“I grew up here in Highland Park, but it was before all this,” Reverie says, pointing to the flourishing businesses around us. “Everyone would be freestyling out here, it was just part of the culture,” she tells me, as she intermittently takes sips from her latte. I met Reverie — born Jordan Caceres — at a coffee shop in her hometown of Highland Park. Growing up there, before the gentrification, she was involved with graffiti and gangs. But her passion for words and writing, plus a move to Seattle, helped her focus on music instead of the gang life.

Reverie is working on a new record and about to go on tour in Europe; she'll perform at the Novo in DTLA on Thursday, Dec. 14, alongside Living Legends, The Pharcyde and The Grouch. She also appeared in the documentary series Independent. “A lot of what they documented was at my brother’s because that’s where I work. Then they would follow me around to do my errands and shit. It’s funny because to me it’s so boring, that’s what I do everyday,” she says. “I know a lot of it is fake, but the fact that they have a lot of people in their houses for days on end every year is a very intense thing.”

Although she now focuses on rap, Reverie has always had a creative side, channeling her affinity with words through graffiti and writing poems. “When I was 15 and I was going to Franklin [High School], all my homies were taggers and I really wanted to start really tagging, but I needed a dope name. I was writing like 'baby' and all these stupid chola names that were so played out,” she says. She would sometimes look up words in the dictionary just because she liked words so much, “and I saw the word “reverie.” The word right away caught her eye. “I liked how it looked,” she says.

Graffiti has taken a step back. With rapping in the forefront, Reverie has more to lose than ever. “I don’t make time for it anymore, so it’s not a priority. I also have too much to lose. I can’t go paint an overpass on the freeway. I want to be able to go back to Europe. I don’t want to die falling over a bridge or some stupid shit.”

Soon after finding her way into the graffiti world, Reverie found herself making her poems into music. Since her friend’s uncle was recording music and putting it up on MySpace, Reverie asked her friend to ask his uncle if she could record with him. Reverie used to do a lot of graffiti back then and had a reputation as a tagger, but the uncle allowed her into the studio. At first hesitant, she put up her music on MySpace and from there began to make music with the insistence of friends.

“That’s when I made my music page on MySpace, and since my name was already buzzing around East L.A, everyone was like, 'You rap now? What the fuck?'” Reverie says.

Despite the music, things was far from ideal for Reverie. She and her brothers were all involved with gangs at the time. Her brothers were in and out of jail for several years. Eventually her mother decided it was time to move. “My brother was about to be 18 and all friends that are 18 were in prison now, so we needed to move or he’s going to be in prison or dead soon,” Reverie says matter-of-factly. After her brother was released from juvenile hall, where he'd been held on possession of a shotgun, they moved.

They went to Boston, Salt Lake City and then Seattle. There, Reverie had the time and space to focus on her music. She and brother Louden Beats were able to head in a completely different direction in life. They began to make music together, building momentum. “Now I’m 27 and it pays the bills and I get to travel the world,” Reverie says.

She lived in Seattle for the first part of her music career, but L.A.’s proximity to the industry and her fan base sent her packing back to her hometown of Highland Park, this time to rap. “I basically do the same thing every day. Like how everyone goes to their normal job every day, I go to my office every day. I work on videos, send emails, work on music, make a beat, write rap, record a song,” Reverie says. “Every day is a little different but I’m always in my office.”

Not only does her music have a following in L.A, it has spread internationally. “My second biggest audience is in São Paulo, which is so crazy,” she says. Her fan base is so strong there that she decided to write a song partially in Portuguese as a shout-out to her Brazilian fans. “I made a song when I was over there. Some of the lyrics are in Portuguese. I speak some Portuguese. I haven’t released it yet, hopefully soon.”

Of her friends from her past, she says, “I see them sometimes. I’m still cool with them. They’re happy for me that I do this shit.

“But honestly a lot of the people I grew with are in jail,” Reverie says somberly. “‘They’re either doing life or dead.”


[Assignment] Each line in the listing below that contains "chart" should be returned.

Exercise data START

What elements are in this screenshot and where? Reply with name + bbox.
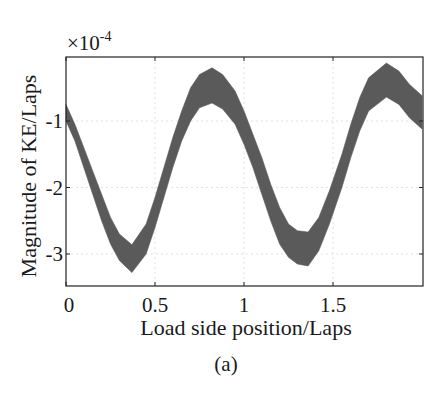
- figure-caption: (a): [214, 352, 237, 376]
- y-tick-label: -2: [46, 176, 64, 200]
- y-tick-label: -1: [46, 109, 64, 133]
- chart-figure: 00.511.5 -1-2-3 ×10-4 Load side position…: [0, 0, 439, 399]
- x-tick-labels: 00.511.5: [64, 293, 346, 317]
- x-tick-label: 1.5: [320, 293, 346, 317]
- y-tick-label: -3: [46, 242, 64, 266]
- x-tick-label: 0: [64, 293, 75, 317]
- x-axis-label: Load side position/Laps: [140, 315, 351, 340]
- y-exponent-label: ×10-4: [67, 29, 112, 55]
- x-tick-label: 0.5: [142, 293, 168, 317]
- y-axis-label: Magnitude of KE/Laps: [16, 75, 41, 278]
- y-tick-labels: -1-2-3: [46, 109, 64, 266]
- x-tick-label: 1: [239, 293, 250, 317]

Exercise data END
Exercise data START

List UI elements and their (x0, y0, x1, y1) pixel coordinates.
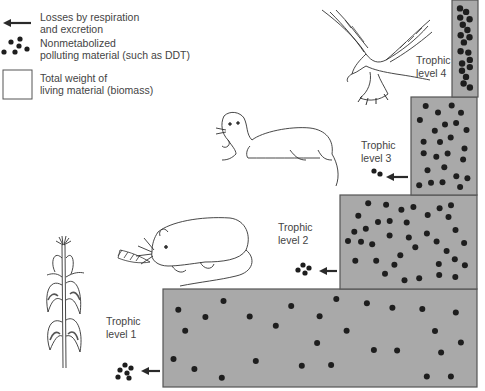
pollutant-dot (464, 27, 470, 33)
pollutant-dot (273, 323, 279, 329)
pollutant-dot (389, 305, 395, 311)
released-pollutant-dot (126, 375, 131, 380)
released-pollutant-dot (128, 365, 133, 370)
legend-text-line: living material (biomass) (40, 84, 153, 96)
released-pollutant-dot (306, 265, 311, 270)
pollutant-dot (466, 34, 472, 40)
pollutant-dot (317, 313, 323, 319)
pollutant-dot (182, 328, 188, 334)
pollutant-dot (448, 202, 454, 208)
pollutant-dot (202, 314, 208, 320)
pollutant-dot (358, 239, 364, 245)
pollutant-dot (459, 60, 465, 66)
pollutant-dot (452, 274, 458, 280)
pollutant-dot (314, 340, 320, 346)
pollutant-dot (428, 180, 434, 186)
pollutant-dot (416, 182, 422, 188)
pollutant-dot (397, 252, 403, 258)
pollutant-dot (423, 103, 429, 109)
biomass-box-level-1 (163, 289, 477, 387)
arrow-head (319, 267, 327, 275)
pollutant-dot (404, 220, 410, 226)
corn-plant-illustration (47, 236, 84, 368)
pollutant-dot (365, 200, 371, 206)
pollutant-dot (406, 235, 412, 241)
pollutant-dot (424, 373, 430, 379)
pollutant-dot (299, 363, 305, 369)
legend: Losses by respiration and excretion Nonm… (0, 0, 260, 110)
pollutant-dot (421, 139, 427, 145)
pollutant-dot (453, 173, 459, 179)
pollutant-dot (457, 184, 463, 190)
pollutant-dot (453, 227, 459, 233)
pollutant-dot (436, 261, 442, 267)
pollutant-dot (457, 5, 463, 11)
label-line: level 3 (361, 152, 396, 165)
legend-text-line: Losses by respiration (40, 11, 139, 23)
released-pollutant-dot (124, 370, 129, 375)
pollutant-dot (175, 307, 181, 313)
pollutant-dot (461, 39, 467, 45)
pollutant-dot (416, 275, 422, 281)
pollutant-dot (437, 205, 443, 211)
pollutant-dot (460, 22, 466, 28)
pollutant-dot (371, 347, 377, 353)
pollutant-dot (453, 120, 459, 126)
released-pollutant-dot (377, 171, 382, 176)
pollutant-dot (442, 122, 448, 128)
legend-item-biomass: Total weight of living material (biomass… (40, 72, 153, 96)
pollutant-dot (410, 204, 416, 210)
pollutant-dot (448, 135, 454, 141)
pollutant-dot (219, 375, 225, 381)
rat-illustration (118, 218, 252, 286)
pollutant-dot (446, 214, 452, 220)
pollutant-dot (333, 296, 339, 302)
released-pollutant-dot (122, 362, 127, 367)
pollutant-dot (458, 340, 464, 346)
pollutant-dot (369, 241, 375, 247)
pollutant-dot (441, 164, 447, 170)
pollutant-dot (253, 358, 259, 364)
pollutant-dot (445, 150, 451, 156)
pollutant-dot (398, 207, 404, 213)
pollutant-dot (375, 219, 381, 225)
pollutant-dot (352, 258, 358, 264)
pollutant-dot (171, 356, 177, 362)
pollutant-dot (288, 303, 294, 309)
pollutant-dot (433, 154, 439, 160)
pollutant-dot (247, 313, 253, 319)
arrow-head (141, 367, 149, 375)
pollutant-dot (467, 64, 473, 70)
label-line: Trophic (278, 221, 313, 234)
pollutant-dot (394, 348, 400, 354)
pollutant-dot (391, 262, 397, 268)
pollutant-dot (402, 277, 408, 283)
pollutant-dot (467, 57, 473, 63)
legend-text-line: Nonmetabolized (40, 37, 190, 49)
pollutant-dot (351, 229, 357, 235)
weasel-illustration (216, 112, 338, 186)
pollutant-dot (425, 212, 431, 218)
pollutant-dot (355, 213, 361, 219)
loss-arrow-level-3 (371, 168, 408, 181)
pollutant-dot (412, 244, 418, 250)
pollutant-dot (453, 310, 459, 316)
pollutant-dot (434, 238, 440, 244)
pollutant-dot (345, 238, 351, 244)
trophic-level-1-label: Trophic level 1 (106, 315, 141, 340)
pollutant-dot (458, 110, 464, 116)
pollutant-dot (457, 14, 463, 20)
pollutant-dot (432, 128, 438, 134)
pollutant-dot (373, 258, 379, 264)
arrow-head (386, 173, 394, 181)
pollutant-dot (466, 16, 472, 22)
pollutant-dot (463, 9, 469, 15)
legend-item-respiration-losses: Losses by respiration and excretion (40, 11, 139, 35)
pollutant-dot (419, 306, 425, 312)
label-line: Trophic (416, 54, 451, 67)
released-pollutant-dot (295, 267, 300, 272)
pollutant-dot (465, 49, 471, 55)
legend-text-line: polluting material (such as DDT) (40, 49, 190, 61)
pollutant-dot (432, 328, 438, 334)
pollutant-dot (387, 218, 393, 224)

Exercise data END
Exercise data START

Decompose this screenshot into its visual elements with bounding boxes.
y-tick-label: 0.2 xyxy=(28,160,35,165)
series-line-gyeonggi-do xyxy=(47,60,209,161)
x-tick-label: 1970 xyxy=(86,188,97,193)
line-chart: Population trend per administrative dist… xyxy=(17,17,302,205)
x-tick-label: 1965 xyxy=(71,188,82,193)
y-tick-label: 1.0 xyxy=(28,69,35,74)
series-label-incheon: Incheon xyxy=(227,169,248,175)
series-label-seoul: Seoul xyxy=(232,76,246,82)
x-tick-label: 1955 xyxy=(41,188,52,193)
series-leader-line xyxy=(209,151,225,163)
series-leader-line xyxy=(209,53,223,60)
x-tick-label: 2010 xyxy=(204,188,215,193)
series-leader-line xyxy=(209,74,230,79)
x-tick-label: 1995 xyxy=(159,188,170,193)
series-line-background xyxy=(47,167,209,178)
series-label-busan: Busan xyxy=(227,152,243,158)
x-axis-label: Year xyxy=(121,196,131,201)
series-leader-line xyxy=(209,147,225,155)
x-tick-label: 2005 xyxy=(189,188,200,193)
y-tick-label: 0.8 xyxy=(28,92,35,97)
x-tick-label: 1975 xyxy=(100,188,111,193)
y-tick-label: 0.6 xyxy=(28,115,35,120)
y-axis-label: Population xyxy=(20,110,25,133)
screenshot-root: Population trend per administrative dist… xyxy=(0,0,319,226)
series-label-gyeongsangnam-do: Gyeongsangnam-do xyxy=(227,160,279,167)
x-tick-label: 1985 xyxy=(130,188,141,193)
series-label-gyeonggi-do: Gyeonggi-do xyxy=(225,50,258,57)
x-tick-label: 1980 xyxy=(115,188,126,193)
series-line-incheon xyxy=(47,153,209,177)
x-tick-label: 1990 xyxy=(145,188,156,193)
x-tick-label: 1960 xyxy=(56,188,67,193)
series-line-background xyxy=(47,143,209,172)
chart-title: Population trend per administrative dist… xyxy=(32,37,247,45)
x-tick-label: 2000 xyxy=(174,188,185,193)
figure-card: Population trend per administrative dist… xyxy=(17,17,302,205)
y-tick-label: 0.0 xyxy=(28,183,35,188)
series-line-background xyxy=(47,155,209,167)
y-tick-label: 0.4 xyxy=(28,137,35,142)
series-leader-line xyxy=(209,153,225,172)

Exercise data END

[Response]
- chart-figure: 00.511.5 -1-2-3 ×10-4 Load side position…: [0, 0, 439, 399]
line-chart: Population trend per administrative dist… xyxy=(17,17,302,205)
chart-title: Population trend per administrative dist… xyxy=(32,37,247,45)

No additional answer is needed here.